Room: Sheraton Hall B/C

Abstract:
I'm trying to put together a BOF to be held during the NAOG 39 meeting (Feb 4-7), that looks at when current router/switch architectures run out of TCAM or SRAM on the line-cards (depending on flavor) to hold the fib, and potentially what's being done about it. Part of the whole global routing scalability problem that's been fodder for a couple NANOG meeting now hinges on having the data you need in the fib. Comparatively buying more ram for or scaling your rp is a problem, but not immediately an intractable one by comparison.

I'm aiming to do this as a BOF rather than as part of the main program in the hope that vendors will be more free to talk specifically about their own products in a way that is not always appreciated in the main meeting, Feedback has been positive on this approach from the Program Committee... I would expect that this topic would have a significant audience with the NANOG crowd. If I've reached the wrong person in your organization can you please help me find someone who might be interested because I think this topic has serious implications for operators and will probably shape purchasing decisions among other things over the coming year.
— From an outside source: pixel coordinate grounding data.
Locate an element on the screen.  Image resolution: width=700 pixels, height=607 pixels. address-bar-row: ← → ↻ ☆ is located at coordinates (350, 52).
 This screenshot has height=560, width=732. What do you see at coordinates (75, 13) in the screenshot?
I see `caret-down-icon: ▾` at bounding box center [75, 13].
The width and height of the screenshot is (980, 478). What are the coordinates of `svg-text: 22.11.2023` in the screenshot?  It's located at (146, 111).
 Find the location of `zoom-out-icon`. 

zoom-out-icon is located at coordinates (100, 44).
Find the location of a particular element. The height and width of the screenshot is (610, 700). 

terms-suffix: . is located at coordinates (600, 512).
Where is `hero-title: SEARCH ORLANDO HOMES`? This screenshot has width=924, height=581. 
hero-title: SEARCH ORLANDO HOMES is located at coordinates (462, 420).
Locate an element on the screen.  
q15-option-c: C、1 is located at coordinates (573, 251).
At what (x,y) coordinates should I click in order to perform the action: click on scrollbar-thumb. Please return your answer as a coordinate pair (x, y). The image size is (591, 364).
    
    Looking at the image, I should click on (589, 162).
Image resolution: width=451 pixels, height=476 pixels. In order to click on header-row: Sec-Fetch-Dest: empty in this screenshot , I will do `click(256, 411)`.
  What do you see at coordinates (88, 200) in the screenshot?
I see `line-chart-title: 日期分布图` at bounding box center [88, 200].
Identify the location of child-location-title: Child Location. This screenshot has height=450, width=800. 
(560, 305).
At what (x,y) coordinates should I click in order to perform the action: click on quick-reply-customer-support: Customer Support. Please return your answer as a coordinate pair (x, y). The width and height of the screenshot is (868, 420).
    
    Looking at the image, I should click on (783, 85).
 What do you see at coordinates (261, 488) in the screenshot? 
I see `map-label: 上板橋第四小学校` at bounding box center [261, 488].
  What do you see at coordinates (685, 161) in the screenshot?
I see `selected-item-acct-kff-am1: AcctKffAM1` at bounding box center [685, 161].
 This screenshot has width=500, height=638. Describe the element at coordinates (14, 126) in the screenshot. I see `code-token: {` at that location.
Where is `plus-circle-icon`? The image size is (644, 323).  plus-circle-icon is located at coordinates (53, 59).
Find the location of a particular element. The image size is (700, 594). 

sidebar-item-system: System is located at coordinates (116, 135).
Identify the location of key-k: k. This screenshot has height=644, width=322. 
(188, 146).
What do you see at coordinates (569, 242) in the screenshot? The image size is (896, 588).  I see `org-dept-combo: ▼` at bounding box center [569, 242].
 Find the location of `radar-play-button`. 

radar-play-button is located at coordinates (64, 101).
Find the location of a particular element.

Currently I've solicited a couple router/switch vendors and a few (two) have already gotten back to me. I intend to also solicit presentations from the operator community, because I know for a fact that people are doing interesting things when confronted with this problem. A large regional ISP that I know in a non-principally-english speaking country is continuing to buy routers with 200k fib entries for example and counting on aggressive filtering and a potentially dramatically incomplete view of the internet to be sufficient.